I fucken loved QUAINT FOLK / by Garth Jones

I devoured this book like a heroic dose of the King’s Breakfast.

Here, let me set the table with a fat stack of crunkle and a healthy dram of elk’s blood for you.

Sorted? Cool.

I recoiled when our kid started getting into the works of Enid Blyton.

They’re horrid, xenophobic things, coursing with an ugly vein of paternalism and misogyny.

The crone was probably test driving an embryonic strain of transphobia with the character George, too.

Did you know that there’s an online caste of apologists who defend her ‘SS’ acronym sporting collection of sleuthing Aryan kids, The Secret Seven, to this day?

Of course there is.

So what Bitter Karella does here is extrapolate: what if Helena Hollyoak, their analogue for Blyton, had woven a fictional world, rooted in dicey Pagan folklore, around the small English island village of Hansenhurst, trapping its townsfolk in a sicko carnival mirror version of a quaint holiday village?

Its residents are a cast of barmy Blyton stock characters - the bobby, the chimney sweep, the beekeeper, the Lord Mayor, the devoted plump wife – all of whom are obsessed with ensuring only “the right people” reside in Hansenhurst.

How do they do this?

Well, there’s this mythical creature known as Round Robin, see.

You’d better watch out…

Into this sinister Albion milieu blunders a dysfunctional American family.

Dad, Greg, is a soft middle-aged doofus who does computer; wife Jessica is his loyal booster, and harbours deep queer yearnings; their kid, Sandy, is a non-binary witch who’s pissed off they can’t log onto their witchy Discord on the deeply tech-adverse island.

They take up residence at Helena Hollyoak’s not-so-ancestral Manor and shit, as it is wont to do, goes unpredictably awry.

Karella has a blast toying with the tropes of Pommy weird horror, putting their gormless Yank protagonists through an escalating ordeal that spirals deliciously as Jessica and Sandy are tormented for their otherness. The author draws from a deep well of empathy, throwing their queer leads into a hostile environment that punishes the different.

If only there was a real world analogue for this experience.

It’s such a fine line between stupid and clever.

So said Spinal Tap, and Bitter Karella knows the axiom and has mastered its nuances beautifully, smashing every snaggle-toothed folk horror button with gleeful aplomb while also serving up genuinely unnerving imagery.

The blurb says "Wicker Man meets the Twisted Ones", but I’d definitely throw The Goodies and messed up kids telly nightmare-fuel Worzel Gummidge into that heady brew, probably with a bit of cinnamon for sweetness, a dash of sage (and a pinch of lavender for long life), too.

I fucking loved ‘Quaint Folk’.

I’d love to know what’s in the crunkle, though.

Review at Good Reads.

Interview with the author to follow.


• [About this task]: Find the string "JSON" in the records. Copy each line that has it.

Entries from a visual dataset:
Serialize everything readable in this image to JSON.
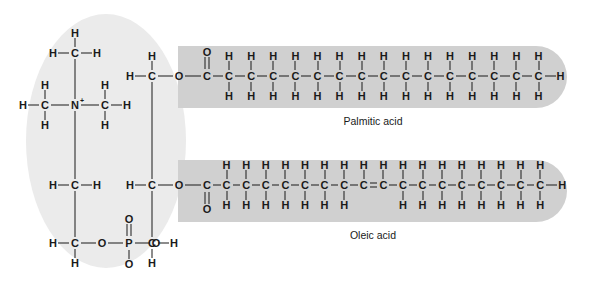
{
  "figure": {
    "type": "chemical-structure",
    "molecule": "phosphatidylcholine",
    "regions": {
      "head_group": "hydrophilic head (choline + phosphate + glycerol)",
      "tail_top": "saturated fatty acid tail",
      "tail_bottom": "unsaturated fatty acid tail"
    },
    "colors": {
      "head_fill": "#ebebeb",
      "tail_fill": "#d0d0d0",
      "ink": "#1a1a1a",
      "background": "#ffffff"
    }
  },
  "labels": {
    "palmitic": "Palmitic acid",
    "oleic": "Oleic acid"
  },
  "atoms": {
    "H": "H",
    "C": "C",
    "N": "N",
    "O": "O",
    "P": "P",
    "plus": "+"
  },
  "choline": {
    "nitrogen": "N",
    "nitrogen_charge": "+",
    "methyl_top": [
      "H",
      "H",
      "C",
      "H"
    ],
    "methyl_left": [
      "H",
      "H",
      "C",
      "H"
    ],
    "methyl_right": [
      "H",
      "H",
      "C",
      "H"
    ],
    "ethyl_upper": [
      "H",
      "C",
      "H"
    ],
    "ethyl_lower": [
      "H",
      "C",
      "H"
    ]
  },
  "phosphate": {
    "center": "P",
    "double_bond_oxygen": "O",
    "lower_oxygen": "O",
    "left_ester_oxygen": "O",
    "right_ester_oxygen": "O"
  },
  "glycerol": {
    "c1": [
      "H",
      "C",
      "H",
      "O"
    ],
    "c2": [
      "H",
      "C",
      "O"
    ],
    "c3": [
      "H",
      "C",
      "H"
    ]
  },
  "chart_data": {
    "type": "table",
    "categories": [
      "Palmitic acid",
      "Oleic acid"
    ],
    "series": [
      {
        "name": "carbon count",
        "values": [
          16,
          18
        ]
      },
      {
        "name": "double bonds",
        "values": [
          0,
          1
        ]
      }
    ],
    "annotations": [
      "Palmitic acid: 16 carbons, fully saturated, straight chain",
      "Oleic acid: 18 carbons, one cis double bond between C9 and C10"
    ],
    "tails": [
      {
        "name": "Palmitic acid",
        "label": "Palmitic acid",
        "carbons": 16,
        "double_bonds": 0,
        "carbonyl_oxygen_position": "above",
        "terminal_hydrogen": "H",
        "backbone": [
          {
            "i": 1,
            "atom": "C",
            "h_above": "O",
            "h_below": null,
            "bond_right": "single",
            "carbonyl": true
          },
          {
            "i": 2,
            "atom": "C",
            "h_above": "H",
            "h_below": "H",
            "bond_right": "single"
          },
          {
            "i": 3,
            "atom": "C",
            "h_above": "H",
            "h_below": "H",
            "bond_right": "single"
          },
          {
            "i": 4,
            "atom": "C",
            "h_above": "H",
            "h_below": "H",
            "bond_right": "single"
          },
          {
            "i": 5,
            "atom": "C",
            "h_above": "H",
            "h_below": "H",
            "bond_right": "single"
          },
          {
            "i": 6,
            "atom": "C",
            "h_above": "H",
            "h_below": "H",
            "bond_right": "single"
          },
          {
            "i": 7,
            "atom": "C",
            "h_above": "H",
            "h_below": "H",
            "bond_right": "single"
          },
          {
            "i": 8,
            "atom": "C",
            "h_above": "H",
            "h_below": "H",
            "bond_right": "single"
          },
          {
            "i": 9,
            "atom": "C",
            "h_above": "H",
            "h_below": "H",
            "bond_right": "single"
          },
          {
            "i": 10,
            "atom": "C",
            "h_above": "H",
            "h_below": "H",
            "bond_right": "single"
          },
          {
            "i": 11,
            "atom": "C",
            "h_above": "H",
            "h_below": "H",
            "bond_right": "single"
          },
          {
            "i": 12,
            "atom": "C",
            "h_above": "H",
            "h_below": "H",
            "bond_right": "single"
          },
          {
            "i": 13,
            "atom": "C",
            "h_above": "H",
            "h_below": "H",
            "bond_right": "single"
          },
          {
            "i": 14,
            "atom": "C",
            "h_above": "H",
            "h_below": "H",
            "bond_right": "single"
          },
          {
            "i": 15,
            "atom": "C",
            "h_above": "H",
            "h_below": "H",
            "bond_right": "single"
          },
          {
            "i": 16,
            "atom": "C",
            "h_above": "H",
            "h_below": "H",
            "bond_right": "terminal-H"
          }
        ]
      },
      {
        "name": "Oleic acid",
        "label": "Oleic acid",
        "carbons": 18,
        "double_bonds": 1,
        "double_bond_between": [
          9,
          10
        ],
        "carbonyl_oxygen_position": "below",
        "terminal_hydrogen": "H",
        "backbone": [
          {
            "i": 1,
            "atom": "C",
            "h_above": null,
            "h_below": "O",
            "bond_right": "single",
            "carbonyl": true
          },
          {
            "i": 2,
            "atom": "C",
            "h_above": "H",
            "h_below": "H",
            "bond_right": "single"
          },
          {
            "i": 3,
            "atom": "C",
            "h_above": "H",
            "h_below": "H",
            "bond_right": "single"
          },
          {
            "i": 4,
            "atom": "C",
            "h_above": "H",
            "h_below": "H",
            "bond_right": "single"
          },
          {
            "i": 5,
            "atom": "C",
            "h_above": "H",
            "h_below": "H",
            "bond_right": "single"
          },
          {
            "i": 6,
            "atom": "C",
            "h_above": "H",
            "h_below": "H",
            "bond_right": "single"
          },
          {
            "i": 7,
            "atom": "C",
            "h_above": "H",
            "h_below": "H",
            "bond_right": "single"
          },
          {
            "i": 8,
            "atom": "C",
            "h_above": "H",
            "h_below": "H",
            "bond_right": "single"
          },
          {
            "i": 9,
            "atom": "C",
            "h_above": "H",
            "h_below": null,
            "bond_right": "double"
          },
          {
            "i": 10,
            "atom": "C",
            "h_above": "H",
            "h_below": null,
            "bond_right": "single"
          },
          {
            "i": 11,
            "atom": "C",
            "h_above": "H",
            "h_below": "H",
            "bond_right": "single"
          },
          {
            "i": 12,
            "atom": "C",
            "h_above": "H",
            "h_below": "H",
            "bond_right": "single"
          },
          {
            "i": 13,
            "atom": "C",
            "h_above": "H",
            "h_below": "H",
            "bond_right": "single"
          },
          {
            "i": 14,
            "atom": "C",
            "h_above": "H",
            "h_below": "H",
            "bond_right": "single"
          },
          {
            "i": 15,
            "atom": "C",
            "h_above": "H",
            "h_below": "H",
            "bond_right": "single"
          },
          {
            "i": 16,
            "atom": "C",
            "h_above": "H",
            "h_below": "H",
            "bond_right": "single"
          },
          {
            "i": 17,
            "atom": "C",
            "h_above": "H",
            "h_below": "H",
            "bond_right": "single"
          },
          {
            "i": 18,
            "atom": "C",
            "h_above": "H",
            "h_below": "H",
            "bond_right": "terminal-H"
          }
        ]
      }
    ]
  }
}
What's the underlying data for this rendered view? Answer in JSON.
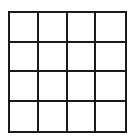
{
  "grid": {
    "rows": 4,
    "cols": 4,
    "line_color": "#1a1a1a",
    "background": "#ffffff",
    "cells": [
      [
        "",
        "",
        "",
        ""
      ],
      [
        "",
        "",
        "",
        ""
      ],
      [
        "",
        "",
        "",
        ""
      ],
      [
        "",
        "",
        "",
        ""
      ]
    ]
  }
}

• [Your response]:
Serialize everything readable in this image to JSON.
What's the underlying data for this rendered view? Answer in JSON.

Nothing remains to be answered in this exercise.